CHAPTER II.
IN THE EARLY DAYS.
I was not a girl, but a woman, when I married Tom. He, a man incapable of grossness in any shape or form, was still a man, healthily natural, of ripe experience in the ways of men. Whatever our faults in the past—if they were faults—the result was to teach us what we could never otherwise have learned, the meaning of wedlock in its last perfection. Don't let any one run down second marriages to me! The way to them must necessarily be painful and troubled, and one always desires passionately to keep one's children out of it; but the end of the journey, bringing together, open-eyed to all the conditions, educated to discriminate and understand, two born mates like Tom and me—ah, well! One mustn't say all one thinks about these matters—except, of course, to him.
Talking of being open-eyed, I was so blind at one time as actually to fancy that he was in no hurry to have me. When I gave him to understand—hardly knowing what I did—that I should die or something without him to take care of me, he said he asked nothing better than to take care of me, God knew, but that how to do it for the best was what bothered him. It did not bother me in the slightest degree. I depended on him—only on him of all the world—and I told him so; and yet he wanted, after that, to send me back to my father with some old woman whom I had never seen, in another ship, while he took the Racer home—which never would have got home, nor he either. And I a married woman, independent in my own right, and over twenty-one! However, I flatly refused to go, except with him, as I had come. He said he would not trust my life to that rotten tub again, and I said—I forget what I said; but I hurt his feelings by it; and then I cried bitterly, and said I would go out and be a housemaid.

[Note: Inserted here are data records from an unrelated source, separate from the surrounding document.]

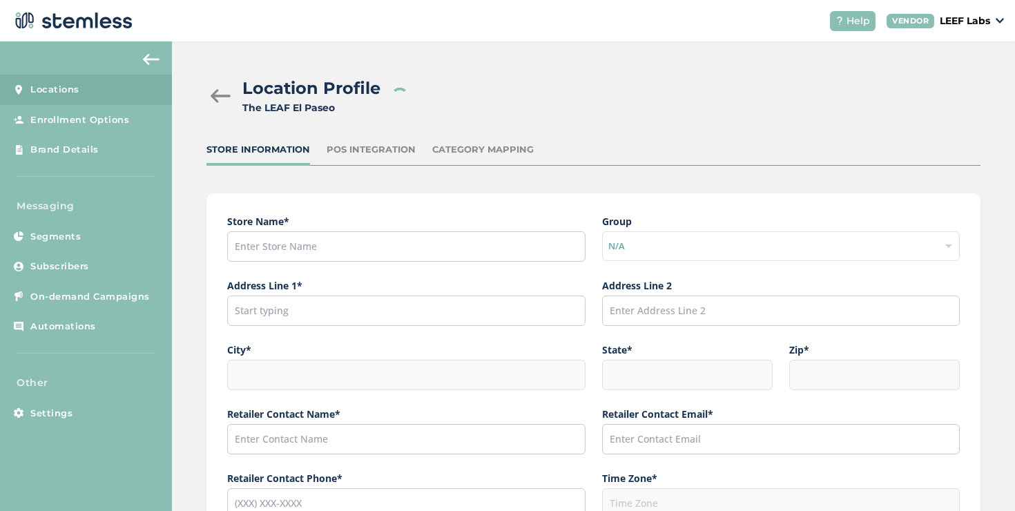 The width and height of the screenshot is (1015, 511). What do you see at coordinates (781, 439) in the screenshot?
I see `input: Enter Contact Email` at bounding box center [781, 439].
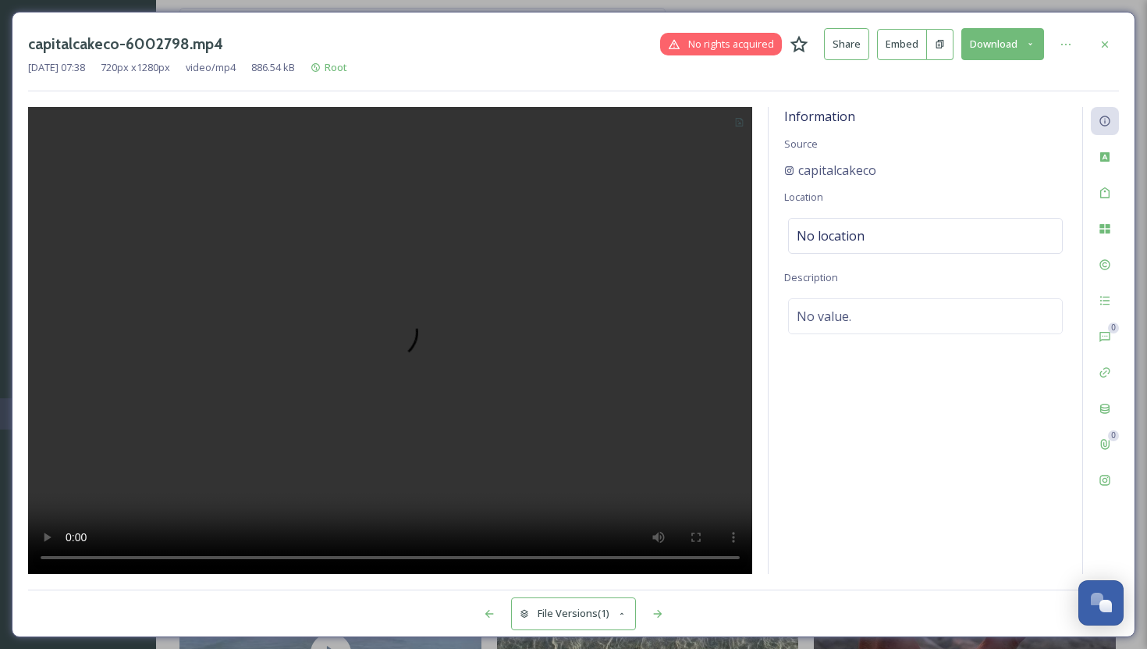 The image size is (1147, 649). I want to click on span: No value., so click(824, 316).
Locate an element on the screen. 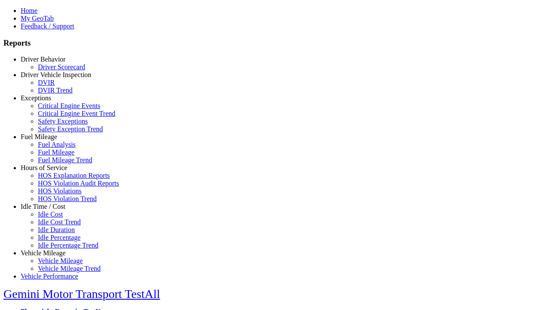  a: Idle Cost Trend is located at coordinates (59, 221).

The deadlock was suddenly ended by the Racer being condemned by the authorities of the port as unfit for sea again. When that happened we both decided to stay in the new country, and, having him near me, I was quite content to postpone matrimony until things became a little settled. It was soon plain enough that he was not anxious to postpone for the mere sake of doing so; he only wanted a clear understanding with father first, as well as with his owners, and to give me time for second thoughts, and for considering the advice of my family.
It took long for letters to come and go, and I began to be haunted in my walks by a strange man, who—I suppose—admired me. Tom found this out on the same day that he accepted an appointment as chief officer with a Melbourne shipping company. I could not imagine what had happened when he came to see me at my poor lodging with such a resolute face.
"Mary," he said, "who's that fellow hanging round outside? I've seen him several times."
"Tom," I protested sincerely, "I don't know any more than you do. But he is a rude man; he stares at me and follows me, and I can't get rid of him. Of course, he sees that I am——" I was going to say "unprotected," and hastily substituted "alone," which was not much better.
"Well, now, look here—I've got a ship, Mary"—he did not pain me with further explanations on that head; later I wept to think of his subservient position in that ship—"and this means an income, dear. Not much, but perhaps enough——"
"Does it mean that you are going away?" I cried, terrified.